Another mortgage invalidated on limitations grounds
Jun 24 2016 13:11 Filed in: statute of limitations | foreclosure statute of limitations
In another case out of the Houston Court of Appeals (1st Dist.), a borrower has invalidated a mortgage lien. See Residential Credit Sols., Inc. v. Burg, No. 01-15-00067-CV, 2016 WL 3162205, at *1 (Tex. App. - Houston [1st Dist.] June 2, 2016). There are now two such cases out of that court that follow the same reasoning (Burg relies on Hardy v. Wells Fargo Bank, N.A., No. 01–12–00945–CV, 2014 WL 7473762 (Tex. App.—Houston [1st Dist.] 2014, no pet.).
The Burg and Hardy cases are a different fact pattern from the Landers case in which my client recently prevailed.
That said, I do have a virtually identical case pending in the U.S. Court of Appeals for the 5th Circuit, Justice v. Wells Fargo Bank, N.A., No. 15-20615. Just as in the two Houston cases, the lender reserved all its rights to foreclose while extending some variety of forbearance payment plan to the borrower (in the Justice case, actually, the plan was merely a recapitulation of various terms in the loan, such as the borrower's right to reinstate after acceleration). The lender, however, argues that acceleration was abandoned once it accepted partial payments, even though the lender was simultaneously reserving its right to foreclose at any time if anything less than full reinstatement was paid. In essence, then, the lender is arguing that limitations does continue to run unless allowing that would later turn out to harm the lender, in which case the lender's emphatic insistence that limitations always ran is ignored so that the borrower does not get the benefit of limitations!
The Burg and Hardy cases are a different fact pattern from the Landers case in which my client recently prevailed.
That said, I do have a virtually identical case pending in the U.S. Court of Appeals for the 5th Circuit, Justice v. Wells Fargo Bank, N.A., No. 15-20615. Just as in the two Houston cases, the lender reserved all its rights to foreclose while extending some variety of forbearance payment plan to the borrower (in the Justice case, actually, the plan was merely a recapitulation of various terms in the loan, such as the borrower's right to reinstate after acceleration). The lender, however, argues that acceleration was abandoned once it accepted partial payments, even though the lender was simultaneously reserving its right to foreclose at any time if anything less than full reinstatement was paid. In essence, then, the lender is arguing that limitations does continue to run unless allowing that would later turn out to harm the lender, in which case the lender's emphatic insistence that limitations always ran is ignored so that the borrower does not get the benefit of limitations!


# ACTIVITY
For each line of the listing that includes the word "Method", show the whole line.

%%

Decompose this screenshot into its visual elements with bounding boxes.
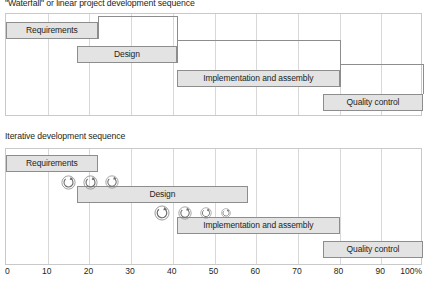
gantt-bar-label: Implementation and assembly bbox=[203, 221, 313, 230]
gridline bbox=[256, 14, 257, 115]
connector-segment bbox=[340, 64, 423, 65]
gantt-bar: Requirements bbox=[6, 22, 98, 39]
gantt-bar-label: Design bbox=[114, 50, 140, 59]
iteration-cycle-icon bbox=[83, 175, 98, 190]
gantt-bar-label: Implementation and assembly bbox=[203, 74, 313, 83]
gantt-bar: Requirements bbox=[6, 155, 98, 172]
iteration-cycle-icon bbox=[105, 175, 119, 189]
waterfall-chart-title: "Waterfall" or linear project developmen… bbox=[5, 0, 195, 9]
gridline bbox=[131, 14, 132, 115]
axis-tick-label: 40 bbox=[167, 266, 176, 277]
percent-axis: 0102030405060708090100% bbox=[0, 266, 427, 286]
iteration-cycle-icon bbox=[154, 205, 170, 221]
gridline bbox=[131, 149, 132, 264]
connector-segment bbox=[177, 40, 340, 41]
axis-tick-label: 70 bbox=[292, 266, 301, 277]
gridline bbox=[298, 149, 299, 264]
gantt-bar: Implementation and assembly bbox=[177, 217, 340, 234]
gantt-bar-label: Design bbox=[149, 190, 175, 199]
gantt-bar: Design bbox=[77, 186, 248, 203]
iteration-cycle-icon bbox=[221, 208, 231, 218]
axis-tick-label: 60 bbox=[250, 266, 259, 277]
gantt-bar: Quality control bbox=[323, 94, 423, 111]
axis-tick-label: 10 bbox=[42, 266, 51, 277]
gantt-bar: Design bbox=[77, 46, 177, 63]
connector-segment bbox=[98, 16, 99, 39]
axis-tick-label: 50 bbox=[209, 266, 218, 277]
gantt-bar: Implementation and assembly bbox=[177, 70, 340, 87]
axis-tick-label: 20 bbox=[84, 266, 93, 277]
gridline bbox=[173, 149, 174, 264]
axis-tick-label: 90 bbox=[376, 266, 385, 277]
connector-segment bbox=[98, 16, 177, 17]
gridline bbox=[256, 149, 257, 264]
gantt-comparison-figure: "Waterfall" or linear project developmen… bbox=[0, 0, 427, 286]
connector-segment bbox=[423, 64, 424, 94]
gridline bbox=[298, 14, 299, 115]
connector-segment bbox=[340, 64, 341, 87]
gantt-bar-label: Quality control bbox=[347, 245, 400, 254]
gantt-bar-label: Requirements bbox=[26, 26, 78, 35]
axis-tick-label: 80 bbox=[334, 266, 343, 277]
iteration-cycle-icon bbox=[61, 175, 76, 190]
waterfall-plot-area: RequirementsDesignImplementation and ass… bbox=[5, 13, 422, 116]
gantt-bar-label: Requirements bbox=[26, 159, 78, 168]
iteration-cycle-icon bbox=[178, 206, 192, 220]
iterative-chart-title: Iterative development sequence bbox=[5, 131, 125, 142]
axis-tick-label: 0 bbox=[5, 266, 10, 277]
gridline bbox=[173, 14, 174, 115]
iteration-cycle-icon bbox=[200, 207, 212, 219]
axis-tick-label: 30 bbox=[125, 266, 134, 277]
connector-segment bbox=[177, 40, 178, 63]
axis-tick-label: 100% bbox=[400, 266, 422, 277]
gridline bbox=[215, 149, 216, 264]
gantt-bar-label: Quality control bbox=[347, 98, 400, 107]
gantt-bar: Quality control bbox=[323, 241, 423, 258]
iterative-plot-area: RequirementsDesignImplementation and ass… bbox=[5, 148, 422, 265]
gridline bbox=[215, 14, 216, 115]
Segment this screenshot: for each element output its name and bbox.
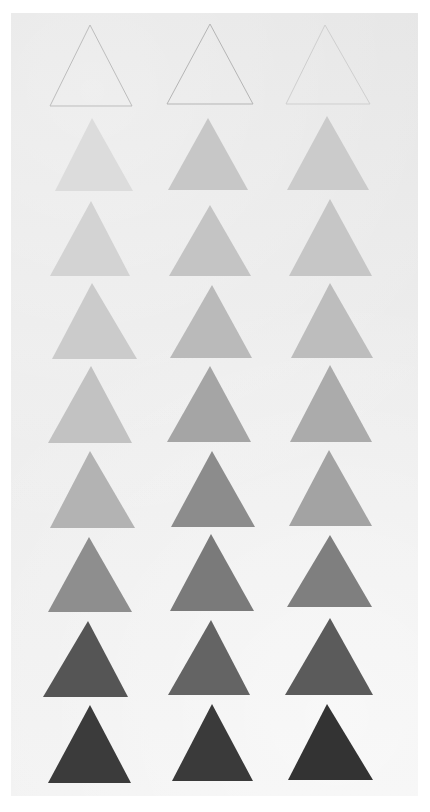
triangle-icon: [48, 537, 132, 612]
triangle-icon: [43, 621, 128, 697]
triangle-icon: [170, 534, 254, 611]
triangle-icon: [52, 283, 137, 359]
triangle-icon: [289, 450, 372, 526]
triangle-row-9: [48, 704, 373, 783]
triangle-icon: [287, 535, 372, 607]
triangle-row-6: [50, 450, 372, 528]
triangle-icon: [285, 618, 373, 695]
triangle-icon: [169, 205, 251, 276]
triangle-icon: [288, 704, 373, 780]
triangle-icon: [168, 620, 250, 695]
triangle-icon: [286, 25, 370, 104]
triangle-row-4: [52, 283, 373, 359]
triangle-row-8: [43, 618, 373, 697]
triangle-icon: [167, 366, 251, 442]
triangle-row-1: [50, 24, 370, 106]
triangle-icon: [171, 451, 255, 527]
triangle-row-2: [55, 116, 369, 191]
triangle-icon: [167, 24, 253, 104]
triangle-icon: [50, 25, 132, 106]
triangle-icon: [287, 116, 369, 190]
triangle-icon: [48, 366, 132, 443]
triangle-value-grid: [0, 0, 430, 812]
triangle-icon: [55, 118, 133, 191]
triangle-icon: [168, 118, 248, 190]
triangle-row-7: [48, 534, 372, 612]
triangle-row-3: [50, 199, 372, 276]
triangle-icon: [289, 199, 372, 276]
triangle-icon: [172, 704, 253, 781]
triangle-icon: [48, 705, 131, 783]
triangle-icon: [290, 365, 372, 442]
triangle-icon: [50, 451, 135, 528]
triangle-row-5: [48, 365, 372, 443]
triangle-icon: [291, 283, 373, 358]
triangle-icon: [50, 201, 130, 276]
triangle-icon: [170, 285, 252, 358]
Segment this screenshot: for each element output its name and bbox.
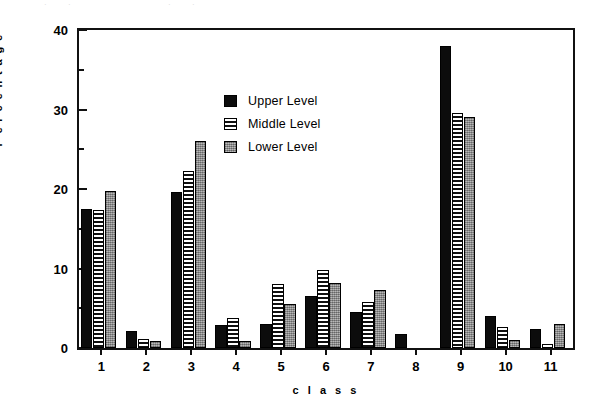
bar-group bbox=[485, 30, 521, 348]
x-tick-mark bbox=[145, 348, 147, 355]
x-tick-mark bbox=[460, 348, 462, 355]
bar bbox=[554, 324, 566, 348]
scan-artifact-mark: · bbox=[44, 0, 47, 9]
bar-group bbox=[395, 30, 431, 348]
legend-label: Middle Level bbox=[248, 117, 321, 131]
x-tick-label: 2 bbox=[143, 359, 150, 374]
chart-figure: ­···· P e r c e n t a g e 01020304012345… bbox=[0, 0, 595, 413]
bar bbox=[530, 329, 542, 348]
bar-group bbox=[260, 30, 296, 348]
legend: Upper LevelMiddle LevelLower Level bbox=[224, 94, 321, 154]
x-tick-label: 3 bbox=[188, 359, 195, 374]
bar bbox=[395, 334, 407, 348]
bar-group bbox=[215, 30, 251, 348]
legend-swatch-icon bbox=[224, 95, 237, 107]
legend-label: Upper Level bbox=[248, 94, 318, 108]
bar bbox=[126, 331, 138, 348]
bar bbox=[485, 316, 497, 348]
bar bbox=[464, 117, 476, 348]
x-tick-label: 1 bbox=[98, 359, 105, 374]
bar bbox=[272, 284, 284, 348]
x-tick-label: 10 bbox=[498, 359, 512, 374]
y-tick-label: 40 bbox=[21, 23, 79, 38]
bar bbox=[81, 209, 93, 348]
bar bbox=[350, 312, 362, 348]
bar bbox=[362, 302, 374, 348]
bar bbox=[284, 304, 296, 348]
bar bbox=[215, 325, 227, 348]
bar bbox=[329, 283, 341, 348]
y-axis-title: P e r c e n t a g e bbox=[0, 30, 4, 150]
bar-group bbox=[305, 30, 341, 348]
plot-frame: 0102030401234567891011 bbox=[77, 28, 575, 350]
bar bbox=[317, 270, 329, 348]
bar bbox=[542, 344, 554, 348]
x-tick-mark bbox=[505, 348, 507, 355]
legend-swatch-icon bbox=[224, 118, 237, 130]
x-axis-title: c l a s s bbox=[77, 384, 575, 396]
y-tick-label: 10 bbox=[21, 261, 79, 276]
x-tick-mark bbox=[370, 348, 372, 355]
x-tick-label: 8 bbox=[412, 359, 419, 374]
x-tick-mark bbox=[280, 348, 282, 355]
x-tick-mark bbox=[190, 348, 192, 355]
bar bbox=[183, 171, 195, 348]
bar bbox=[171, 192, 183, 348]
bar bbox=[452, 113, 464, 348]
y-tick-label: 30 bbox=[21, 102, 79, 117]
legend-item: Lower Level bbox=[224, 140, 321, 154]
bar-group bbox=[530, 30, 566, 348]
x-tick-mark bbox=[415, 348, 417, 355]
legend-item: Upper Level bbox=[224, 94, 321, 108]
bar bbox=[374, 290, 386, 348]
scan-artifact-mark: · bbox=[168, 0, 171, 9]
x-tick-mark bbox=[325, 348, 327, 355]
bar bbox=[150, 341, 162, 348]
bar bbox=[509, 340, 521, 348]
x-tick-mark bbox=[100, 348, 102, 355]
scan-artifact-mark: · bbox=[192, 0, 195, 9]
bar-group bbox=[440, 30, 476, 348]
y-tick-label: 20 bbox=[21, 182, 79, 197]
plot-area: 0102030401234567891011 bbox=[79, 30, 573, 348]
bar-group bbox=[81, 30, 117, 348]
bar bbox=[440, 46, 452, 348]
bar bbox=[138, 339, 150, 348]
y-tick-label: 0 bbox=[21, 341, 79, 356]
x-tick-label: 11 bbox=[544, 359, 558, 374]
bar-group bbox=[126, 30, 162, 348]
bar bbox=[260, 324, 272, 348]
bar bbox=[227, 318, 239, 348]
x-tick-label: 9 bbox=[457, 359, 464, 374]
bar bbox=[195, 141, 207, 348]
x-tick-label: 4 bbox=[233, 359, 240, 374]
legend-label: Lower Level bbox=[248, 140, 318, 154]
x-tick-label: 6 bbox=[322, 359, 329, 374]
bar bbox=[497, 327, 509, 348]
scan-artifact-mark: · bbox=[68, 0, 71, 9]
x-tick-mark bbox=[550, 348, 552, 355]
x-tick-label: 5 bbox=[277, 359, 284, 374]
x-tick-label: 7 bbox=[367, 359, 374, 374]
legend-item: Middle Level bbox=[224, 117, 321, 131]
bar-group bbox=[171, 30, 207, 348]
legend-swatch-icon bbox=[224, 141, 237, 153]
bar bbox=[93, 210, 105, 348]
bar bbox=[305, 296, 317, 348]
bar bbox=[239, 341, 251, 348]
scan-artifact-strip: ­···· bbox=[0, 0, 595, 12]
bar-group bbox=[350, 30, 386, 348]
bar bbox=[105, 191, 117, 348]
x-tick-mark bbox=[235, 348, 237, 355]
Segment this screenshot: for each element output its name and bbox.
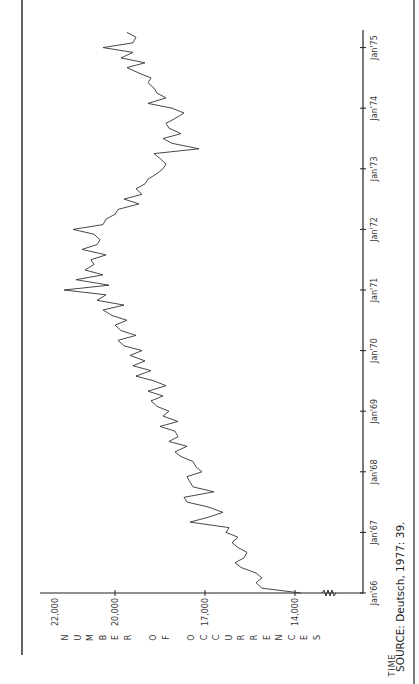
y-axis-title-letter: O — [187, 633, 196, 640]
y-axis-title-letter: U — [74, 634, 83, 641]
value-tick-label: 14,000 — [291, 598, 300, 626]
time-tick-label: Jan'74 — [370, 96, 379, 122]
time-tick-label: Jan'73 — [370, 156, 379, 182]
value-tick-label: 20,000 — [111, 598, 120, 626]
value-tick-label: 22,000 — [51, 598, 60, 626]
y-axis-title-letter: C — [288, 634, 297, 641]
y-axis-title-letter: O — [149, 633, 158, 640]
y-axis-title-letter: R — [124, 634, 133, 641]
occurrences-line — [64, 32, 301, 593]
y-axis-title-letter: F — [162, 634, 171, 640]
y-axis-title-letter: B — [99, 634, 108, 641]
time-series-chart: Jan'66Jan'67Jan'68Jan'69Jan'70Jan'71Jan'… — [0, 0, 419, 684]
y-axis-title-letter: C — [200, 634, 209, 641]
y-axis-title-letter: N — [61, 634, 70, 641]
y-axis-title-letter: R — [250, 634, 259, 641]
time-tick-label: Jan'75 — [370, 35, 379, 61]
y-axis-title-letter: R — [237, 634, 246, 641]
y-axis-title-letter: E — [111, 634, 120, 640]
source-note: SOURCE: Deutsch, 1977: 39. — [394, 522, 406, 672]
y-axis-title: NUMBER OF OCCURRENCES — [61, 633, 322, 641]
y-axis-title-letter: N — [275, 634, 284, 641]
y-axis-title-letter: E — [263, 634, 272, 640]
y-axis-title-letter: E — [300, 634, 309, 640]
y-axis-title-letter: U — [225, 634, 234, 641]
y-axis-title-letter: M — [86, 633, 95, 641]
y-axis-title-letter: C — [212, 634, 221, 641]
time-tick-label: Jan'67 — [370, 520, 379, 546]
time-tick-label: Jan'68 — [370, 459, 379, 485]
time-tick-label: Jan'66 — [370, 581, 379, 607]
time-tick-label: Jan'71 — [370, 278, 379, 304]
value-tick-label: 17,000 — [201, 598, 210, 626]
value-ticks: 14,00017,00020,00022,000 — [51, 590, 300, 626]
time-tick-label: Jan'72 — [370, 217, 379, 243]
y-axis-title-letter: S — [313, 634, 322, 640]
time-tick-label: Jan'69 — [370, 399, 379, 425]
time-tick-label: Jan'70 — [370, 338, 379, 364]
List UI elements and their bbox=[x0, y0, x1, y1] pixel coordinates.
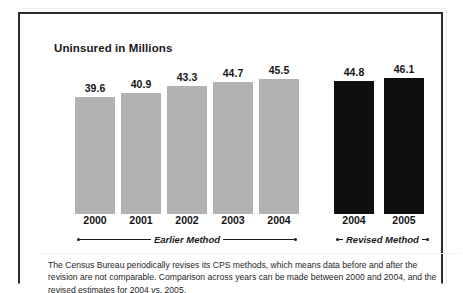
bar-earlier-2003 bbox=[213, 82, 253, 214]
bar-revised-2004 bbox=[334, 81, 374, 214]
bar-group: 45.5 bbox=[259, 66, 299, 214]
bracket-line-right bbox=[223, 239, 294, 240]
year-label-earlier-2002: 2002 bbox=[167, 214, 207, 226]
bar-value-label: 43.3 bbox=[167, 71, 207, 83]
bracket-end-dot-icon bbox=[426, 238, 429, 241]
bar-value-label: 40.9 bbox=[121, 78, 161, 90]
bar-group: 46.1 bbox=[384, 66, 424, 214]
bar-group: 44.7 bbox=[213, 66, 253, 214]
year-label-earlier-2000: 2000 bbox=[75, 214, 115, 226]
method-bracket-row: Earlier Method Revised Method bbox=[38, 233, 463, 248]
year-label-revised-2004: 2004 bbox=[334, 214, 374, 226]
bar-value-label: 46.1 bbox=[384, 63, 424, 75]
bar-earlier-2001 bbox=[121, 93, 161, 214]
bar-earlier-2002 bbox=[167, 86, 207, 214]
bar-earlier-2000 bbox=[75, 97, 115, 214]
year-label-earlier-2001: 2001 bbox=[121, 214, 161, 226]
bar-group: 43.3 bbox=[167, 66, 207, 214]
bracket-label-earlier: Earlier Method bbox=[151, 234, 223, 245]
bar-value-label: 44.8 bbox=[334, 66, 374, 78]
bar-revised-2005 bbox=[384, 78, 424, 214]
bar-group: 44.8 bbox=[334, 66, 374, 214]
year-label-earlier-2004: 2004 bbox=[259, 214, 299, 226]
bar-group: 40.9 bbox=[121, 66, 161, 214]
bracket-revised-method: Revised Method bbox=[336, 233, 422, 246]
page-title: Uninsured in Millions bbox=[54, 42, 172, 54]
bar-value-label: 45.5 bbox=[259, 64, 299, 76]
year-label-earlier-2003: 2003 bbox=[213, 214, 253, 226]
bar-chart-plot-area: 39.640.943.344.745.544.846.1 bbox=[38, 66, 463, 214]
bar-value-label: 44.7 bbox=[213, 67, 253, 79]
bar-earlier-2004 bbox=[259, 79, 299, 214]
bracket-line-left bbox=[80, 239, 151, 240]
footnote-text: The Census Bureau periodically revises i… bbox=[48, 259, 448, 293]
x-axis-year-labels: 2000200120022003200420042005 bbox=[38, 214, 463, 230]
footnote-divider bbox=[40, 253, 461, 254]
bar-group: 39.6 bbox=[75, 66, 115, 214]
bracket-earlier-method: Earlier Method bbox=[77, 233, 297, 246]
year-label-revised-2005: 2005 bbox=[384, 214, 424, 226]
bracket-end-dot-icon bbox=[294, 238, 297, 241]
bracket-label-revised: Revised Method bbox=[343, 234, 422, 245]
figure-frame: Uninsured in Millions 39.640.943.344.745… bbox=[18, 12, 443, 284]
bar-value-label: 39.6 bbox=[75, 82, 115, 94]
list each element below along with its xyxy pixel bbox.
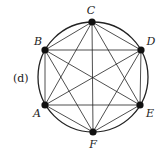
vertex-label-C: C xyxy=(87,4,96,17)
vertex-label-B: B xyxy=(33,35,42,48)
vertex-C xyxy=(88,18,95,25)
vertex-label-D: D xyxy=(146,35,156,48)
vertex-D xyxy=(137,46,144,53)
edge-DE xyxy=(140,50,141,105)
vertex-E xyxy=(136,101,143,108)
figure-tag: (d) xyxy=(13,72,29,85)
vertex-label-E: E xyxy=(145,107,154,120)
edge-DF xyxy=(93,50,141,132)
edge-BC xyxy=(45,22,92,50)
graph-edges xyxy=(45,22,141,132)
complete-graph-k6-diagram: ABCDEF (d) xyxy=(0,0,161,152)
edge-CD xyxy=(92,22,141,50)
vertex-label-F: F xyxy=(88,138,97,151)
vertex-label-A: A xyxy=(32,107,41,120)
vertex-B xyxy=(41,46,48,53)
vertex-A xyxy=(41,101,48,108)
edge-EF xyxy=(93,105,140,132)
vertex-F xyxy=(89,128,96,135)
edge-CF xyxy=(92,22,93,132)
edge-AF xyxy=(45,105,93,132)
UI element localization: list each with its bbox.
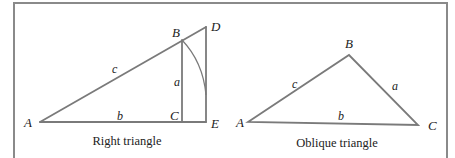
vertex-label-C: C — [170, 108, 179, 123]
side-label-a: a — [392, 79, 398, 93]
caption-right-triangle: Right triangle — [92, 134, 162, 148]
vertex-label-A: A — [235, 115, 244, 130]
figure-frame — [14, 3, 447, 158]
vertex-label-C: C — [428, 118, 437, 133]
arc-B-to-DE — [182, 40, 206, 95]
caption-oblique-triangle: Oblique triangle — [296, 136, 378, 150]
side-label-b: b — [117, 109, 123, 123]
vertex-label-B: B — [172, 25, 180, 40]
oblique-triangle-figure: A B C a b c Oblique triangle — [235, 36, 437, 150]
side-label-b: b — [338, 109, 344, 123]
vertex-label-B: B — [345, 36, 353, 51]
side-label-a: a — [174, 75, 180, 89]
vertex-label-E: E — [210, 116, 219, 131]
right-triangle-figure: A B C D E a b c Right triangle — [23, 19, 221, 148]
side-label-c: c — [292, 77, 298, 91]
triangles-diagram: A B C D E a b c Right triangle A B C a b… — [0, 0, 455, 158]
vertex-label-A: A — [23, 115, 32, 130]
side-label-c: c — [112, 62, 118, 76]
vertex-label-D: D — [210, 19, 221, 34]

%%

# ANSWER FOR THIS EXERCISE
method-bracket-row: Earlier Method Revised Method bbox=[38, 233, 463, 248]
bracket-label-earlier: Earlier Method bbox=[151, 234, 223, 245]
bracket-revised-method: Revised Method bbox=[336, 233, 422, 246]
bracket-earlier-method: Earlier Method bbox=[77, 233, 297, 246]
bracket-label-revised: Revised Method bbox=[343, 234, 422, 245]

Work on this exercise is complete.